This blog is dedicated to sharing ideas and resources that can advance learning and democracy in the United States and elsewhere.

Friday, June 20, 2014

Test Blindness

A recent Chronicle of Higher Education headline read “Hampshire College Will Go ‘Test Blind’” (June 18, 2014). While many colleges are “test optional,” meaning that students may or may not submit SAT or ACT scores and institutions may or may not consider those scores in making admission decisions, Hampshire College in Amherst, Massachusetts, has become a standout by simply refusing even to consider such test scores. Officials of the college based the decision on research that indicated the scores, in the words of the article, “did not help identify applicants who were most likely to thrive on the campus.”

This research (unidentified in the article) reiterates other longstanding research findings that have concluded, literally over decades, that SAT scores are less reliable predictors of student success in college than the students’ high school grades—in other word, high school teachers’ face-to-face evaluations of their students.

Tests in general, whether the mass standardized variety now dominating public schooling, predictive tests such as the SAT, or garden variety teacher-made classroom quizzes, are by their nature mere snapshots. They are never fully fleshed, robust portraits of the test-takers. Well-trained, observant teachers may take the results of various tests into account but there is far more information than mere test results flowing into their judgments regarding the students they come to know firsthand—up close and personal, as a TV commentator might say. Test scores are no substitute for actual day-to-day interactions over time between teachers and students.

Today’s public schools are suffering from another type of “test blindness,” the limited vision of student learning ranging from potential to performance caused by an over-reliance on mass standardized tests to determine what should be taught, how well students are learning, and how well teachers are teaching—three things that testing cannot tell us except in very narrow, limited, snapshot kinds of ways.


A better course would be to take a leaf from Hampshire’s notebook and simply stop using tests. Mass testing is costing citizens millions of dollars, it’s costing students and teachers many hours of wasted learning time, and it’s enriching testing corporations way out of proportion to their tests’ value to education. Moreover, and most significantly, mass standardized testing is blinding schools and society to the realities of students’ needs, potential, and real performance.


§ **Work order**
Within this material, how many lines include the word "Compassionate"? Answer with a number and nothing more.

§ **Entries supplied**

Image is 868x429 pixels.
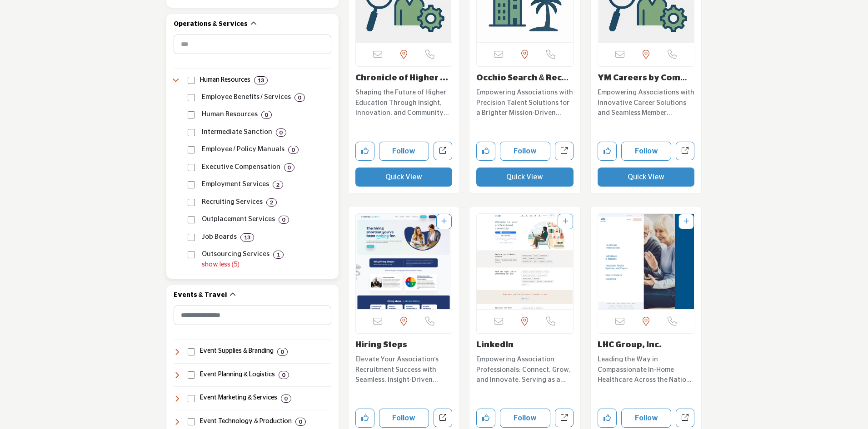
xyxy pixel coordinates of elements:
[187,234,195,241] input: Select Job Boards checkbox
[598,214,694,309] a: Open Listing in new tab
[187,418,195,426] input: Select Event Technology & Production checkbox
[598,355,695,385] p: Leading the Way in Compassionate In-Home Healthcare Across the Nation. With a strong presence acr...
[282,372,285,378] b: 0
[441,218,446,225] a: Add To List
[200,347,274,356] h4: Event Supplies & Branding: Customized event materials such as badges, branded merchandise, lanyar...
[202,144,285,155] p: Employee / Policy Manuals: Employee manual and policy managment services.
[356,214,452,309] a: Open Listing in new tab
[299,419,302,425] b: 0
[356,167,453,187] button: Quick View
[476,87,573,119] p: Empowering Associations with Precision Talent Solutions for a Brighter Mission-Driven Future. Est...
[598,352,695,385] a: Leading the Way in Compassionate In-Home Healthcare Across the Nation. With a strong presence acr...
[174,35,331,54] input: Search Category
[598,214,694,309] img: LHC Group, Inc.
[356,409,374,428] button: Like company
[294,94,305,102] div: 0 Results For Employee Benefits / Services
[276,128,286,137] div: 0 Results For Intermediate Sanction
[356,74,453,83] h3: Chronicle of Higher Education
[200,371,275,380] h4: Event Planning & Logistics: Event planning, venue selection, and on-site management for meetings,...
[187,371,195,378] input: Select Event Planning & Logistics checkbox
[202,232,237,242] p: Job Boards: Job boards and career listing platforms.
[356,341,407,349] a: Hiring Steps
[598,142,616,161] button: Like company
[281,348,284,355] b: 0
[292,146,295,153] b: 0
[598,87,695,119] p: Empowering Associations with Innovative Career Solutions and Seamless Member Advancement. The com...
[555,142,573,160] a: Open occhio-search-recruitment in new tab
[187,395,195,402] input: Select Event Marketing & Services checkbox
[277,251,280,258] b: 1
[356,352,453,385] a: Elevate Your Association's Recruitment Success with Seamless, Insight-Driven Solutions. This inno...
[202,110,258,120] p: Human Resources: HR management and staffing solutions.
[598,341,662,349] a: LHC Group, Inc.
[278,216,289,224] div: 0 Results For Outplacement Services
[598,74,694,92] a: YM Careers by Commun...
[476,74,569,92] a: Occhio Search & Recr...
[202,162,281,173] p: Executive Compensation: Compensation analysis and executive pay services.
[187,164,195,171] input: Select Executive Compensation checkbox
[477,214,573,309] a: Open Listing in new tab
[200,394,277,403] h4: Event Marketing & Services: Strategic marketing, sponsorship sales, and tradeshow management serv...
[476,409,495,428] button: Like company
[555,409,573,427] a: Open linkedin in new tab
[187,251,195,258] input: Select Outsourcing Services checkbox
[265,112,268,118] b: 0
[277,348,287,356] div: 0 Results For Event Supplies & Branding
[288,146,299,154] div: 0 Results For Employee / Policy Manuals
[202,92,291,103] p: Employee Benefits / Services: Employee benefits and HR related services.
[476,85,573,119] a: Empowering Associations with Precision Talent Solutions for a Brighter Mission-Driven Future. Est...
[202,214,275,225] p: Outplacement Services: Career transition and outplacement services.
[187,181,195,188] input: Select Employment Services checkbox
[200,417,292,426] h4: Event Technology & Production: Technology and production services, including audiovisual solution...
[675,142,694,160] a: Open ym-careers-by-community-brands in new tab
[273,180,283,189] div: 2 Results For Employment Services
[187,129,195,136] input: Select Intermediate Sanction checkbox
[598,409,616,428] button: Like company
[621,409,671,428] button: Follow
[500,142,550,161] button: Follow
[202,197,262,208] p: Recruiting Services: Recruiting and hiring services.
[598,74,695,83] h3: YM Careers by Community Brands
[598,340,695,351] h3: LHC Group, Inc.
[187,94,195,101] input: Select Employee Benefits / Services checkbox
[356,87,453,119] p: Shaping the Future of Higher Education Through Insight, Innovation, and Community Empowerment. Th...
[187,199,195,206] input: Select Recruiting Services checkbox
[476,341,514,349] a: LinkedIn
[379,409,429,428] button: Follow
[476,340,573,351] h3: LinkedIn
[477,214,573,309] img: LinkedIn
[476,352,573,385] a: Empowering Association Professionals: Connect, Grow, and Innovate. Serving as a pivotal networkin...
[500,409,550,428] button: Follow
[287,165,291,171] b: 0
[282,217,285,223] b: 0
[202,179,269,190] p: Employment Services: Job placement and employment services.
[261,111,272,119] div: 0 Results For Human Resources
[356,355,453,385] p: Elevate Your Association's Recruitment Success with Seamless, Insight-Driven Solutions. This inno...
[295,418,306,426] div: 0 Results For Event Technology & Production
[356,340,453,351] h3: Hiring Steps
[187,348,195,355] input: Select Event Supplies & Branding checkbox
[433,409,452,427] a: Open hiring-steps in new tab
[476,142,495,161] button: Like company
[254,76,268,85] div: 13 Results For Human Resources
[276,182,279,188] b: 2
[202,127,272,137] p: Intermediate Sanction: Compliance with IRS intermediate sanctions.
[356,74,448,82] a: Chronicle of Higher ...
[281,394,291,403] div: 0 Results For Event Marketing & Services
[187,77,195,84] input: Select Human Resources checkbox
[356,142,374,161] button: Like company
[174,291,227,300] h2: Events & Travel
[174,20,248,29] h2: Operations & Services
[278,371,289,379] div: 0 Results For Event Planning & Logistics
[476,355,573,385] p: Empowering Association Professionals: Connect, Grow, and Innovate. Serving as a pivotal networkin...
[284,163,294,171] div: 0 Results For Executive Compensation
[379,142,429,161] button: Follow
[202,260,331,270] p: show less (5)
[621,142,671,161] button: Follow
[258,77,264,83] b: 13
[356,214,452,309] img: Hiring Steps
[476,74,573,83] h3: Occhio Search & Recruitment
[187,146,195,153] input: Select Employee / Policy Manuals checkbox
[187,111,195,119] input: Select Human Resources checkbox
[433,142,452,160] a: Open chronicle-of-higher-education2 in new tab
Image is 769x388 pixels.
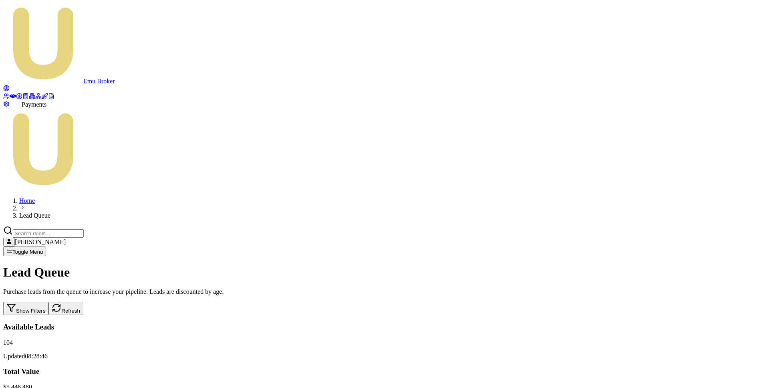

§ **Answer**
2